Field Notes
4 min read

Commercial Metal Roof Inspections From the Air

A commercial metal roof drone inspection finds fastener backout, seam separation, and coating failure early — here is what the aerial data actually shows and why it matters.

Metal roofs fail differently than membrane roofs, and most inspection programs treat them the same way. That is the core problem. A standing seam or R-panel roof does not usually leak because the panel itself wore out — it leaks because a fastener backed out, a seam clip loosened, a penetration boot cracked, or galvanic corrosion started somewhere a person on the ground would never see. A commercial metal roof drone inspection is built to catch exactly those failure points, and it catches them while they are still cheap to fix.
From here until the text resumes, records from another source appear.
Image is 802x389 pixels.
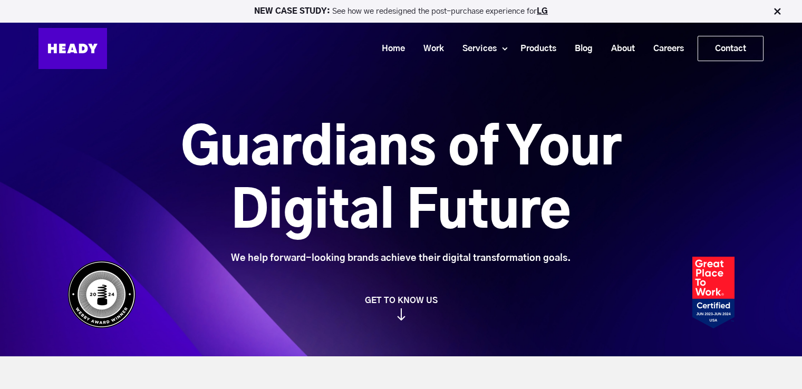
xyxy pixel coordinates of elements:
a: GET TO KNOW US [62,295,739,320]
div: We help forward-looking brands achieve their digital transformation goals. [122,252,680,264]
a: About [598,39,640,59]
p: See how we redesigned the post-purchase experience for [5,7,797,15]
div: Navigation Menu [118,36,763,61]
img: Heady_WebbyAward_Winner-4 [67,260,136,328]
img: Heady_2023_Certification_Badge [692,257,734,328]
a: Home [368,39,410,59]
a: Work [410,39,449,59]
a: Blog [561,39,598,59]
a: LG [537,7,548,15]
a: Careers [640,39,689,59]
a: Products [507,39,561,59]
img: arrow_down [397,308,405,320]
img: Close Bar [772,6,782,17]
img: Heady_Logo_Web-01 (1) [38,28,107,69]
strong: NEW CASE STUDY: [254,7,332,15]
h1: Guardians of Your Digital Future [122,118,680,244]
a: Services [449,39,502,59]
a: Contact [698,36,763,61]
I have flown enough metal roofs to know that the damage is rarely where the building owner expects it. The leak shows up in an office on the third floor, but the actual entry point is forty feet away at a ridge cap or a wall transition. Walking that roof to find it is slow, and on a steep-slope standing seam panel it is genuinely dangerous. From the air, the whole assembly is visible in one pass.

What Fails On A Metal Roof, And Where

Exposed-fastener systems like R-panel and corrugated rely on thousands of screws, each with a rubber washer. Those washers dry out, shrink, and split with thermal cycling. When a screw backs out even a quarter turn, the washer no longer seals. Multiply that across a 60,000 square foot warehouse roof and you have hundreds of small entry points that each look like nothing until water finds them.

Standing seam systems fail at the seams and the clips. The panels expand and contract with temperature far more than people assume — a long run can move a half inch or more across a hot day. If the clips were installed wrong or the seam was not crimped fully, that movement works the joint loose over a few seasons. Drone imagery flown at the right angle shows seam separation and oil-canning patterns clearly, and a thermal pass picks up the moisture tracking underneath before it stains a ceiling.

Then there is corrosion. Metal roofs rust at the cut edges, around dissimilar-metal contact points, and anywhere ponding or debris holds moisture against the panel. Catching red rust early — before it perforates — is the single highest-value thing an aerial inspection does on an older metal roof.

Why Aerial Beats A Ladder On Metal

The safety math on a metal roof is worse than on a flat membrane roof. Steep slopes, slick coatings, and skylights that look like solid panels make walking these roofs a real fall hazard. A drone removes the person from the roof entirely, which means the inspection happens more often and covers more area because nobody is weighing the risk of going up.

Coverage is the other piece. A standing seam roof has dozens of seam runs, every one of which needs eyes on it. From the ground you see the eaves and nothing else. A structured drone flight captures every seam, every penetration, every transition, and ties each image to a location on the roof so the repair crew knows exactly where to go. That is the difference between a report that says the roof has issues and a report that says fastener backout along the north slope, third seam from the ridge.

What The Report Should Actually Give You

A useful commercial roof inspection report on a metal system does three things. It maps the failure points to locations, so a contractor can mobilize directly to the problem instead of hunting. It separates urgent from monitor — a split washer is monitor, an active corrosion perforation is urgent — so a property manager can prioritize a maintenance budget instead of reacting to the next leak. And it establishes a baseline, so the next flight shows what changed.

That last point matters more on metal than on any other roof type. Metal roof failure is progressive. A fastener does not back out overnight and corrosion does not perforate in a week. When you have aerial documentation from six months ago, you can see the rate things are moving and replace components on your schedule, not the weather's.

Where This Pays Off

The roofs that benefit most are large-footprint metal assemblies — distribution centers, manufacturing plants, big-box retail, agricultural and cold-storage buildings — where the area is too big to walk efficiently and a single undetected leak can ruin inventory or equipment below. For those owners, a recurring aerial inspection is cheap insurance against a five-figure interior loss.

If you manage a metal roof and your current inspection program is a contractor walking the eaves once a year, you are seeing a fraction of the roof and missing the failure points that actually cause leaks. We fly commercial metal roofs and deliver mapped, prioritized condition reports that show you what is failing and where. If that is useful, take a look at what we do at corvusrecon.io.